The RVs were given their first test run in Lilly’s BLAZE-2 COVID-19 prevention trial that evaluated bamlanivimab’s ability to prevent or reduce the number of COVID-19 infections in a nursing home that was having an active outbreak. Results of the eight-week study showed that residents who received the treatment had up to an 80% lower risk of contracting COVID-19 compared to residents in the same facility who were given a placebo.
“Nursing homes aren’t a traditional place to do clinical research. It’s never really done; they’re not set up in that way,” says Sabo. “At Lilly, we had to figure out how to bring a clinical study to a nursing home, so my team and I developed the idea of using an RV and transforming it into a mobile research unit.”
From concept to the first deployment, the RV project took only 30 days. The short time frame is evidence of a characteristic that Sabo says has defined Lilly’s COVID-19 response: speed.

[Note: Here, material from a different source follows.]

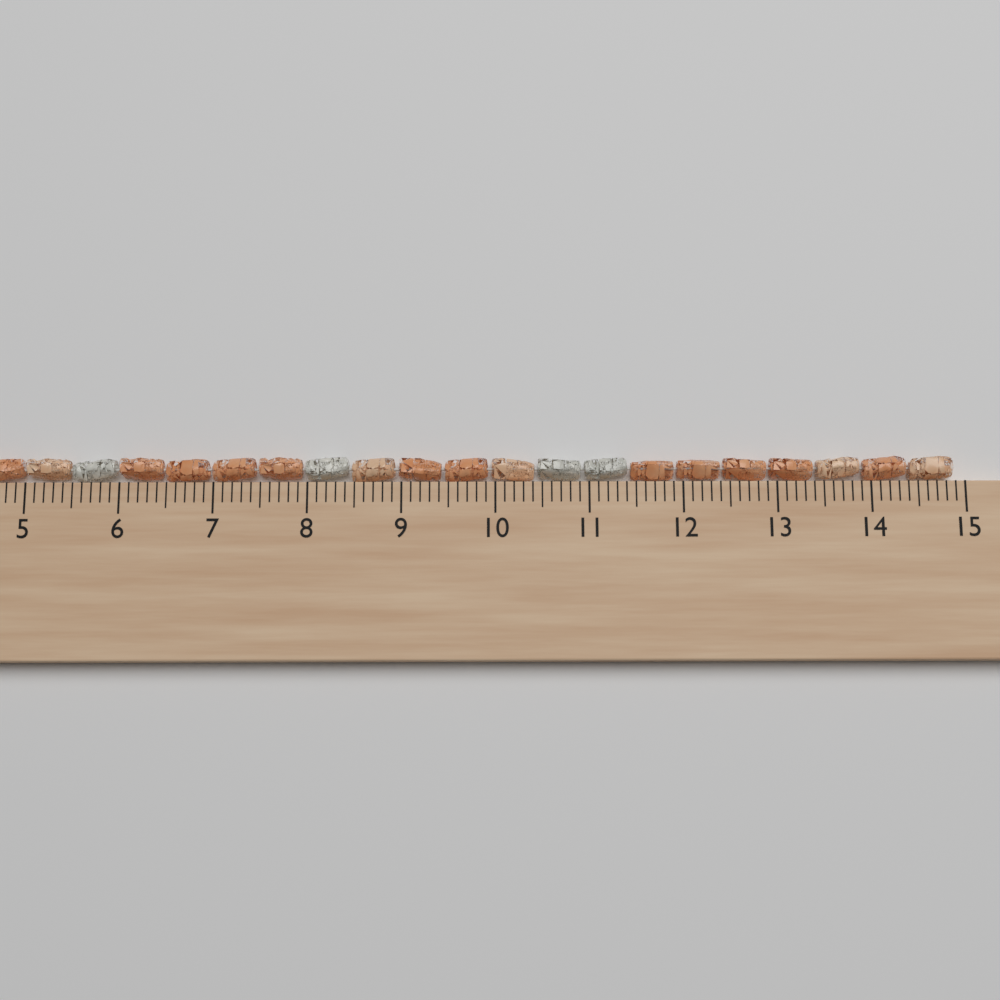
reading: 14.9 cm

“It’s been a really amazing journey,” says Sabo. “Traditionally, drug development takes seven to 10 years to take a drug to market. We did it [with bamlanivimab] in under seven months and never compromised safety and made sure we were making science-driven decisions, and I think that’s something to be very proud of.”
Lilly worked with Vancouver-based AbCellera to develop bamlanivimab; the building block for the drug was based on an isolated sample from one of the first U.S. patients who recovered from COVID-19. Sabo advises Hoosiers have a plan in case they contract COVID-19 and know the closest infusion clinic.
“[Lilly’s effort] wasn’t just about finding an option for COVID-19 therapy; we were really focused on options that could improve outcomes—keep patients out of the hospital and keep them from dying,” says Sabo. “I’m really proud of the work we did at Lilly to bring bamlanivimab to Emergency Use Authorization and also in the work we did with the nursing home study. I think what we’ve found is that the molecules we selected and brought forward truly are changing the landscape and give patients more than just hope in terms of their ability to survive and have better outcomes.”
Sabo explains the basics of how bamlanivimab works and why it’s called a “neutralizing” antibody.
Sabo says the most important advice is to have a plan in case you contract COVID-19, because time is critical for treatments, including bamlanivimab.